V: best work by two soul music brothers

KTL, V, Editions Mego, CD eMEGO 120 (2012)
For a band that  formed in 2007 to score music for a play “Kindertotenlieder” (hence the name KTL) by Dennis Cooper and Gisele Vienne, KTL has come a long way indeed; I thought the duo would be good for a couple of albums at least but it looks like I vastly underestimated the potential of these guys to keep coming up with new ideas and material. This fifth full-length album marks out new sonic territory: no longer are KTL simply a fusion of doom drone metal and glitchy laptop electronics but PITA and SOMA are revealed as true soul music brothers who keep pushing each other into something new and different whenever they are together. PITA has grown enormously as a musician and person and likely the same can be said for SOMA as evinced on this album where he plays synthesiser, laptop electronics and sound effects with a contact mic as well as guitar.

First track “Phill 1” which might be a dedication to one of KTL’s musical heroes Phil Niblock is a slow-burning atmospheric piece of deep, dark, complex mood. We move quickly into “Study A”, an intense and seemingly static work that actually changes a great deal; the sounds individually may be harsh, piercing, shrill and discomfiting but together they induce a sense of concentrated stillness. The extended drones are beautifully sculpted and sustain themselves with a quiet certainty as they soar heavenwards, perhaps to upset the age-old hierarchy of the angels and introduce a new sinister regime those winged wussies have never known. “Tony”  is a more foreboding track similar to SOMA’s work with Sunn0))) and if I hadn’t known what the track was when I first heard it, I would have said this is a Sunn0))) track from around the period when that band and Boris were recording “Altar” together. It consists of an extended guitar drone with soft sub-bass sighing in and out, and ghostly washes and undersea echoes and booms welling up from below six fathoms deep; to most people, that may not sound like much but the track is highly absorbing and listeners may find themselves falling and sinking into its deep embrace.

“Phill 2” is a seesawing loop of orchestrated strings, horns and electronics, courtesy of composer Johann Johannsson who added double bass, cello and violin sounds to KTL’s echoes and ghostly sound washes. The piece reminds me of Aethenor’s first album which had something of a ghost ship theme (or so it sounded to me) and of course Aethenor is one of SOMA’s experimental collaborative projects. It’s repetitive but each repeated loop changes significantly from its predecessor in increasing volume, sense of horror and epic quality. The deep bassy loop snakes from one end of the work to the other and booms out from time to time, giving the impression of a leviathan monster swimming in the briny depths, snaking in and out of clouds of misty sediment. Sharpish-sounding horns add a majestic soundtrack quality to the work. The whole grand juggernaut comes to a satisfying climax of opposites that destroy each other as they merge, producing a completely new being of bright shattering revelation.

“Last Spring: A Prequel” is a sound art piece created for an art installation by Gisele Vienne of the same name and features a monologue performance by Jonathan Capdevielle who appears to play two characters using a clean voice and a gravelly, almost death metal voice respectively.
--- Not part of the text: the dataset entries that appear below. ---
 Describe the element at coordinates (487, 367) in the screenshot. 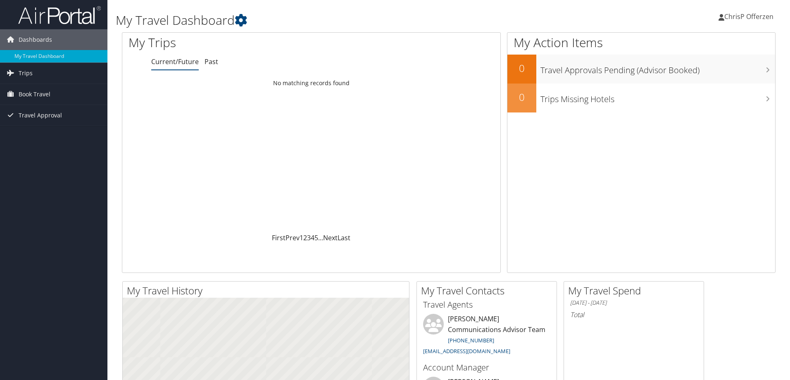

I see `h3: Account Manager` at that location.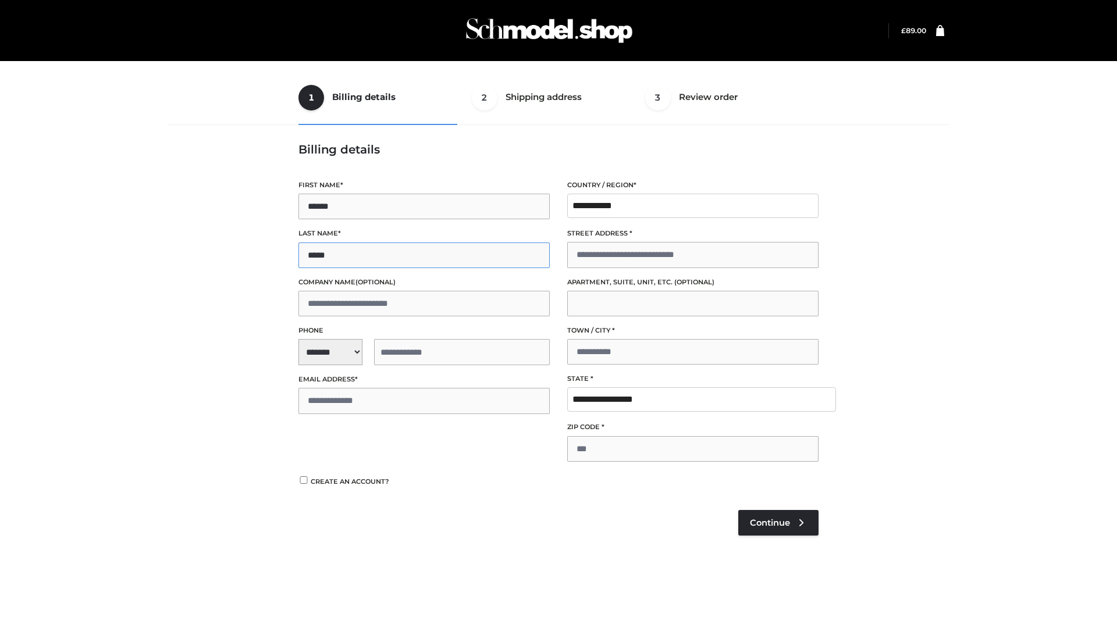  What do you see at coordinates (693, 282) in the screenshot?
I see `label: Apartment, suite, unit, etc.` at bounding box center [693, 282].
The monologue is done in French but unfortunately there are no translations in English, German or any other language for non-Francophone folks to follow. While this is going on, an eerie drone hovers like a distant puttering UFO far in the background and strange phantom rumbles and crackles sound off whenever Capdevielle comes close to being hysterical and deranged. This gives the entire piece a murky, uncertain underwater feel and enhances JC’s performance in such a way as to suggest that we might be deep in his brain observing two voices at war and turning his psyche into a battleground between two forces of psychotic evil.

This album is a completely unexpected and welcome surprise from KTL: I had not anticipated that PITA and SOMA would progress so much together and individually with this project. The album is hugely atmospheric with many moods suggestive of dark hazy and murky underwater realms where malevolent serpentine creatures unknown to science lurk, ready to snatch a human victim and shoot away, never to return. “V” might very well be the best work the two have done together.